TuningFork is a library for libGDX that provides advanced audio features. The goal was to make most of the features of OpenAL accessible and provide a comfortable, easy to use, low overhead and object oriented high-level API. In addition, the library offers some convenience features that are needed for most games, such as the music player.
Note that TuningFork is not an extension to libGDX audio but a replacement.
- Spatial 3D and 2D audio
- Directional audio (3D)
- Real-time effects such as Reverb, Echo, Flanger, Distortion (and many more)
- Filters
- Music player with support for playlists and fading
- Loop-points
- HRTF support (aka binaural)
- Streaming is handled on a background thread
- Load wav, aiff, ogg, flac, mp3 (see the full list)
- Supports surround sound formats
- AssetManager integration
- Play raw PCM data
- Record audio
- Desktop only
The standard audio capabilities of libGDX are very limited compared to sound APIs like OpenAL - probably due to its cross-platform nature. Especially if you are developing a 3D application and want to create realistic spatial sound, use features like HRTF etc., you'll face some problems with libGDX.
TuningFork is available via Jitpack. First make sure you have Jitpack declared as repository in your root build.gradle file:
allprojects {
repositories {
// ...
maven { url 'https://jitpack.io' }
}
}
Then add TuningFork as dependency in your core project:
project(":core") {
dependencies {
// ...
implementation 'com.github.Hangman:TuningFork:4.2.1'
}
}
Java 8 is required, make sure to set sourceCompatibility = JavaLanguageVersion.of(8)
(or higher) in your gradle scripts.
Version of libGDX | Latest compatible version of TuningFork |
---|---|
1.12.1 | 4.2.1 |
1.12.0 | 4.1.0 |
1.9.12 - 1.11.0 | 3.3.0 |
1.9.11 | 2.0.1 |
< 1.9.11 | not supported, might work though: 2.0.1 |
This library follows semantic versioning. Breaking changes are indicated by a major version increase. You can find the release notes here.
To build TuningFork from source, you need a JDK >= 8 installed. Like Adoptium JDK for example.
TuningFork uses Gradle as it's build tool (you don't need to have Gradle installed).
./gradlew build
Compiles the library. The resulting jar is located under core/build/libs/
.
./gradlew publishToMavenLocal
Publishes the core artifact to your local Maven repository.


# What this task involves
Determine the count of lines in the data below that include the word "Quantity", and give nothing besides it.

--- START ---

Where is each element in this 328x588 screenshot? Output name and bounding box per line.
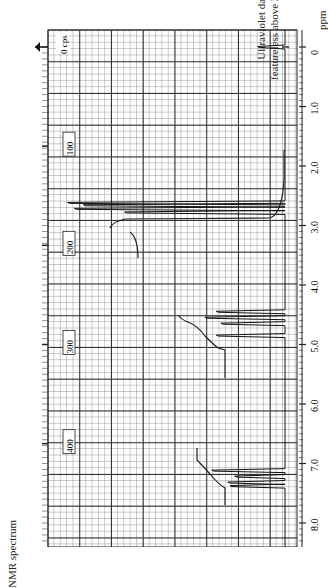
svg-text:5.0: 5.0 <box>309 340 320 353</box>
svg-text:0: 0 <box>309 50 320 55</box>
svg-text:400: 400 <box>65 439 75 453</box>
ppm-axis: 01.02.03.04.05.06.07.08.0 <box>299 30 320 547</box>
svg-text:100: 100 <box>65 141 75 155</box>
svg-text:1.0: 1.0 <box>309 102 320 115</box>
svg-text:4.0: 4.0 <box>309 281 320 294</box>
svg-text:8.0: 8.0 <box>309 519 320 532</box>
svg-text:2.0: 2.0 <box>309 162 320 175</box>
svg-text:7.0: 7.0 <box>309 459 320 472</box>
svg-text:3.0: 3.0 <box>309 221 320 234</box>
reference-marker <box>35 42 48 52</box>
cps-zero-text: 0 cps <box>59 35 69 54</box>
svg-text:300: 300 <box>65 340 75 354</box>
svg-text:6.0: 6.0 <box>309 400 320 413</box>
svg-text:200: 200 <box>65 240 75 254</box>
cps-zero-label: 0 cps <box>56 32 70 54</box>
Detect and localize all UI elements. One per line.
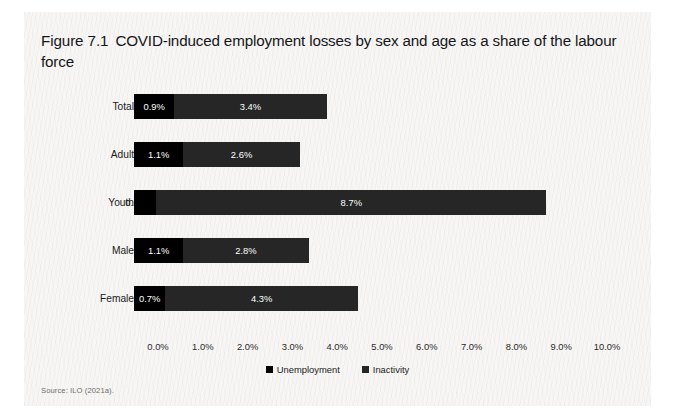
bar-value-label-unemployment-male: 1.1%	[134, 238, 183, 263]
category-label-adult: Adult	[14, 142, 134, 167]
chart-legend: Unemployment Inactivity	[24, 364, 651, 375]
bar-row-youth: Youth 0. 8.7%	[24, 190, 651, 215]
category-label-total: Total	[14, 94, 134, 119]
bar-segment-unemployment-female[interactable]: 0.7%	[134, 286, 165, 311]
x-tick-8: 8.0%	[506, 340, 527, 354]
bar-value-label-unemployment-youth: 0.	[125, 190, 134, 215]
x-tick-2: 2.0%	[237, 340, 258, 354]
x-tick-5: 5.0%	[371, 340, 392, 354]
bar-value-label-inactivity-youth: 8.7%	[156, 190, 546, 215]
figure-number: Figure 7.1	[41, 32, 108, 49]
x-axis: 0.0% 1.0% 2.0% 3.0% 4.0% 5.0% 6.0% 7.0% …	[134, 340, 651, 360]
bar-value-label-inactivity-total: 3.4%	[174, 94, 326, 119]
bar-segment-inactivity-adult[interactable]: 2.6%	[183, 142, 300, 167]
stacked-bar-total: 0.9% 3.4%	[134, 94, 651, 119]
x-tick-1: 1.0%	[192, 340, 213, 354]
bar-row-total: Total 0.9% 3.4%	[24, 94, 651, 119]
legend-label-inactivity: Inactivity	[373, 364, 409, 375]
bar-segment-unemployment-male[interactable]: 1.1%	[134, 238, 183, 263]
source-note: Source: ILO (2021a).	[41, 386, 114, 395]
bar-row-male: Male 1.1% 2.8%	[24, 238, 651, 263]
stacked-bar-female: 0.7% 4.3%	[134, 286, 651, 311]
x-tick-3: 3.0%	[282, 340, 303, 354]
category-label-male: Male	[14, 238, 134, 263]
bar-segment-inactivity-male[interactable]: 2.8%	[183, 238, 308, 263]
bar-segment-inactivity-female[interactable]: 4.3%	[165, 286, 358, 311]
category-label-youth: Youth	[14, 190, 134, 215]
bar-row-female: Female 0.7% 4.3%	[24, 286, 651, 311]
x-tick-6: 6.0%	[416, 340, 437, 354]
legend-swatch-unemployment-icon	[266, 366, 273, 373]
figure-title-text: COVID-induced employment losses by sex a…	[41, 32, 616, 70]
legend-item-inactivity[interactable]: Inactivity	[362, 364, 409, 375]
x-tick-4: 4.0%	[327, 340, 348, 354]
chart-plot-area: Total 0.9% 3.4% Adult 1.1% 2.6%	[24, 90, 651, 340]
x-tick-9: 9.0%	[551, 340, 572, 354]
legend-label-unemployment: Unemployment	[277, 364, 340, 375]
stacked-bar-adult: 1.1% 2.6%	[134, 142, 651, 167]
legend-swatch-inactivity-icon	[362, 366, 369, 373]
bar-segment-inactivity-youth[interactable]: 8.7%	[156, 190, 546, 215]
category-label-female: Female	[14, 286, 134, 311]
bar-segment-unemployment-youth[interactable]: 0.	[134, 190, 156, 215]
bar-value-label-inactivity-adult: 2.6%	[183, 142, 300, 167]
bar-segment-unemployment-adult[interactable]: 1.1%	[134, 142, 183, 167]
bar-value-label-inactivity-male: 2.8%	[183, 238, 308, 263]
stacked-bar-youth: 0. 8.7%	[134, 190, 651, 215]
x-tick-7: 7.0%	[461, 340, 482, 354]
x-tick-0: 0.0%	[147, 340, 168, 354]
bar-value-label-unemployment-female: 0.7%	[134, 286, 165, 311]
bar-row-adult: Adult 1.1% 2.6%	[24, 142, 651, 167]
figure-title: Figure 7.1COVID-induced employment losse…	[41, 30, 633, 72]
bar-segment-inactivity-total[interactable]: 3.4%	[174, 94, 326, 119]
figure-card: Figure 7.1COVID-induced employment losse…	[24, 12, 651, 406]
bar-value-label-inactivity-female: 4.3%	[165, 286, 358, 311]
legend-item-unemployment[interactable]: Unemployment	[266, 364, 340, 375]
bar-value-label-unemployment-total: 0.9%	[134, 94, 174, 119]
stacked-bar-male: 1.1% 2.8%	[134, 238, 651, 263]
x-tick-10: 10.0%	[594, 340, 621, 354]
bar-segment-unemployment-total[interactable]: 0.9%	[134, 94, 174, 119]
bar-value-label-unemployment-adult: 1.1%	[134, 142, 183, 167]
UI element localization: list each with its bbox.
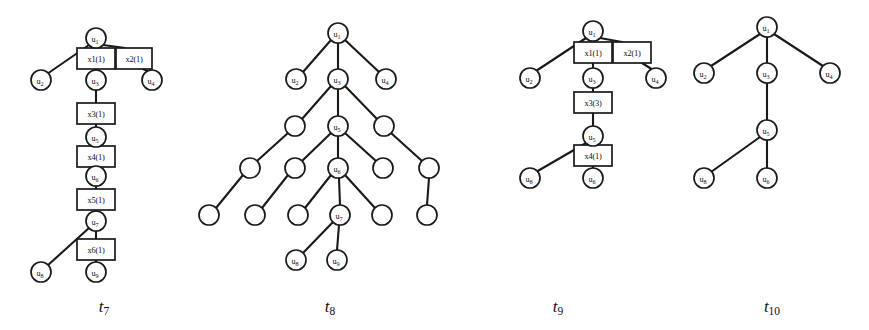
box-label-x4: x4(1)	[584, 152, 602, 161]
tree-node-t8-u7: u7	[330, 205, 350, 225]
tree-node-t7-u1: u1	[86, 28, 106, 48]
node-circle-n-l2-left	[285, 116, 305, 136]
tree-edge-t8-u5-d	[302, 133, 331, 161]
node-circle-n-l4-c	[288, 205, 308, 225]
tree-edge-t8-u1-u2	[303, 40, 331, 72]
tree-node-t8-u9: u9	[327, 250, 347, 270]
tree-node-t7-u9: u9	[86, 262, 106, 282]
tree-node-t9-u8: u8	[520, 168, 540, 188]
tree-node-t8-n-l2-left	[285, 116, 305, 136]
tree-node-t9-u6: u6	[583, 168, 603, 188]
tree-node-t8-n-l3-b	[285, 158, 305, 178]
tree-node-t10-u2: u2	[694, 63, 714, 83]
node-circle-n-l3-a	[240, 158, 260, 178]
box-label-x5: x5(1)	[87, 196, 105, 205]
node-circle-n-l2-right	[374, 116, 394, 136]
tree-node-t7-u2: u2	[31, 70, 51, 90]
tree-node-t8-u4: u4	[376, 69, 396, 89]
tree-node-t8-u6: u6	[328, 158, 348, 178]
tree-edge-t8-l2r-f	[391, 133, 422, 161]
tree-node-t10-u1: u1	[757, 17, 777, 37]
node-circle-n-l4-d	[372, 205, 392, 225]
tree-edge-t8-u6-j	[345, 175, 375, 208]
tree-node-t8-n-l4-b	[245, 205, 265, 225]
tree-edge-t8-u5-e	[345, 133, 376, 161]
caption-t8: t8	[325, 297, 336, 317]
tree-edge-t8-u3-a	[302, 86, 331, 119]
tree-edge-t8-u6-u7	[339, 178, 340, 205]
tree-node-t10-u4: u4	[820, 63, 840, 83]
tree-edge-t10-u1-u4	[774, 34, 823, 66]
tree-node-t9-u2: u2	[520, 68, 540, 88]
tree-box-t9-x4: x4(1)	[574, 145, 612, 166]
node-circle-n-l3-d	[419, 158, 439, 178]
tree-edge-t8-u3-b	[345, 86, 377, 119]
tree-box-t7-x3: x3(1)	[77, 103, 115, 124]
box-label-x4: x4(1)	[87, 153, 105, 162]
tree-node-t8-n-l4-a	[199, 205, 219, 225]
tree-edge-t10-u1-u2	[711, 34, 760, 66]
tree-edge-t8-u1-u4	[345, 40, 379, 72]
box-label-x1: x1(1)	[87, 55, 105, 64]
tree-node-t8-u2: u2	[286, 69, 306, 89]
tree-node-t8-n-l3-a	[240, 158, 260, 178]
tree-box-t9-x1: x1(1)	[574, 42, 612, 63]
tree-box-t7-x6: x6(1)	[77, 239, 115, 260]
tree-node-t8-u5: u5	[328, 116, 348, 136]
tree-edge-t8-u6-i	[305, 175, 331, 208]
tree-edge-t8-l3d-k	[427, 178, 429, 205]
tree-node-t10-u8: u8	[694, 168, 714, 188]
tree-node-t7-u4: u4	[142, 70, 162, 90]
tree-node-t9-u5: u5	[583, 126, 603, 146]
tree-box-t9-x3: x3(3)	[574, 92, 612, 113]
caption-t10: t10	[764, 297, 780, 317]
tree-node-t7-u3: u3	[86, 70, 106, 90]
tree-box-t7-x1: x1(1)	[77, 48, 115, 69]
box-label-x6: x6(1)	[87, 246, 105, 255]
box-label-x2: x2(1)	[125, 55, 143, 64]
box-label-x1: x1(1)	[584, 49, 602, 58]
tree-figures-svg: x1(1)x2(1)x3(1)x4(1)x5(1)x6(1)x1(1)x2(1)…	[0, 0, 869, 330]
tree-box-t9-x2: x2(1)	[613, 42, 651, 63]
caption-t9: t9	[553, 297, 564, 317]
tree-box-t7-x4: x4(1)	[77, 146, 115, 167]
box-label-x3: x3(1)	[87, 110, 105, 119]
tree-node-t8-u8: u8	[286, 250, 306, 270]
tree-node-t10-u3: u3	[757, 63, 777, 83]
tree-node-t7-u8: u8	[31, 262, 51, 282]
tree-edge-t8-u7-u8	[302, 222, 333, 254]
box-label-x2: x2(1)	[623, 49, 641, 58]
captions-layer: t7t8t9t10	[99, 297, 781, 317]
tree-node-t8-u3: u3	[328, 69, 348, 89]
node-circle-n-l3-b	[285, 158, 305, 178]
tree-node-t10-u5: u5	[757, 120, 777, 140]
tree-box-t7-x2: x2(1)	[116, 48, 152, 69]
tree-edge-t8-l3a-g	[216, 175, 243, 208]
caption-t7: t7	[99, 297, 110, 317]
node-circle-n-l4-b	[245, 205, 265, 225]
box-label-x3: x3(3)	[584, 99, 602, 108]
tree-node-t9-u3: u3	[583, 68, 603, 88]
tree-node-t8-n-l4-e	[417, 205, 437, 225]
tree-node-t8-n-l2-right	[374, 116, 394, 136]
tree-node-t10-u6: u6	[757, 168, 777, 188]
tree-node-t8-n-l3-d	[419, 158, 439, 178]
tree-node-t8-n-l3-c	[373, 158, 393, 178]
node-circle-n-l4-a	[199, 205, 219, 225]
tree-node-t8-n-l4-c	[288, 205, 308, 225]
tree-edge-t8-l2l-c	[257, 133, 288, 161]
tree-node-t9-u1: u1	[583, 21, 603, 41]
tree-box-t7-x5: x5(1)	[77, 189, 115, 210]
tree-edge-t8-l3b-h	[262, 175, 288, 208]
tree-node-t9-u4: u4	[646, 68, 666, 88]
tree-node-t7-u5: u5	[86, 127, 106, 147]
tree-node-t7-u7: u7	[86, 211, 106, 231]
node-circle-n-l4-e	[417, 205, 437, 225]
tree-edge-t8-u7-u9	[337, 225, 339, 250]
figure-container: x1(1)x2(1)x3(1)x4(1)x5(1)x6(1)x1(1)x2(1)…	[0, 0, 869, 330]
tree-node-t8-n-l4-d	[372, 205, 392, 225]
tree-node-t7-u6: u6	[86, 166, 106, 186]
tree-node-t8-u1: u1	[328, 23, 348, 43]
tree-edge-t10-u5-u8	[711, 137, 760, 172]
node-circle-n-l3-c	[373, 158, 393, 178]
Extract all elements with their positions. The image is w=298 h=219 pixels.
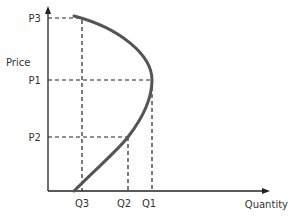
x-axis-label: Quantity bbox=[245, 199, 288, 210]
p3-label: P3 bbox=[29, 13, 41, 24]
chart: P3 Price P1 P2 Q3 Q2 Q1 Quantity bbox=[0, 0, 298, 219]
supply-curve bbox=[74, 16, 152, 191]
y-axis-arrow-icon bbox=[45, 6, 51, 14]
p2-label: P2 bbox=[29, 132, 41, 143]
x-axis-arrow-icon bbox=[262, 188, 270, 194]
q1-label: Q1 bbox=[142, 198, 156, 209]
q3-label: Q3 bbox=[75, 198, 89, 209]
p1-label: P1 bbox=[29, 75, 41, 86]
q2-label: Q2 bbox=[117, 198, 131, 209]
y-axis-label: Price bbox=[6, 57, 30, 68]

--- END ---

# Response below
2